24 Apr 2009 15:37:27 GMT
Source: Reuters

CAIRO, April 24 (Reuters) - A 33-year-old Egyptian woman has died of the
H5N1 bird flu virus, Egypt's third human death from bird flu in a week,
the state news agency MENA said on Friday.

The woman, Saadiya Mohamed Abdel Latief Hamed, died in Kafr El-Sheikh
province and is Egypt's 26th bird flu victim, MENA said, citing a health
ministry statement.

She was admitted to hospital on April 15 suffering from fever and
difficulty breathing, and tests confirmed she was infected with H5N1
avian flu. MENA said she had been exposed to infected household poultry.

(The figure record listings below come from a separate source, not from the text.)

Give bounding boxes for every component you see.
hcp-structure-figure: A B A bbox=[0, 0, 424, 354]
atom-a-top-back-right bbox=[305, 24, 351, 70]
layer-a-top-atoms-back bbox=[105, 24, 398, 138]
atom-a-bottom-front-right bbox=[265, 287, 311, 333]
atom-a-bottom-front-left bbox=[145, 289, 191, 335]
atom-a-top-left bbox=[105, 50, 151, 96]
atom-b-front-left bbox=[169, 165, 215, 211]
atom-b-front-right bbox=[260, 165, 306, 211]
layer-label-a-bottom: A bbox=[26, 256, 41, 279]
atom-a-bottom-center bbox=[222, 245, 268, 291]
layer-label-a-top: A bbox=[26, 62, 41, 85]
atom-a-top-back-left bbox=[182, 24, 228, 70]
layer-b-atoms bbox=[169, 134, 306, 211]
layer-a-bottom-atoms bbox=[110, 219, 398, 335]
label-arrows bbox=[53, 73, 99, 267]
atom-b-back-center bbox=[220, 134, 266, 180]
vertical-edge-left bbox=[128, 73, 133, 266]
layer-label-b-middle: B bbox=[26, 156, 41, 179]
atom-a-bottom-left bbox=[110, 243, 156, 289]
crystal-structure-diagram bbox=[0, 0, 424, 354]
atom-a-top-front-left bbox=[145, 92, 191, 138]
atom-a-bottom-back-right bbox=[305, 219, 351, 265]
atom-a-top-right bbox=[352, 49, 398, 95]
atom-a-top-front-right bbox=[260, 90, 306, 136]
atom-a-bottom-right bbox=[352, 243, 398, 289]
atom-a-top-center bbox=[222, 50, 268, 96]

A 6-year-old boy and a 25-year-old woman died from the H5N1 virus on
Tuesday and Wednesday, respectively, and an Egyptian woman contracted
the virus on Thursday.

Egypt, harder hit by bird flu than any other country outside Asia, has
seen a surge of cases in recent weeks, with eight new human infections
in April alone -- as many as in all of 2008.

Most of the Egyptians infected this year have been young children. While
the avian influenza virus rarely infects people, experts say they fear
it could mutate into a form that people could easily pass to one
another, which might spark a pandemic that could kill millions.

Since 2003, H5N1 has infected more than 400 people in 15 countries and
killed more than 250. It has killed or forced the culling of more than
300 million birds in 61 countries in Asia, the Middle East, Africa and
Europe.

Most Egyptians infected with bird flu had come into contact with
infected domestic birds in a country where some 5 million households
depend on their poultry as a significant source of food and income.

The World Health Organisation said this month it was concerned some
Egyptians may carry the bird flu virus without showing symptoms, and
this could give the virus more scope to mutate to a strain that spreads
easily among humans. Whether such cases exist will be the focus of a
planned Egyptian government study, backed by the global health body.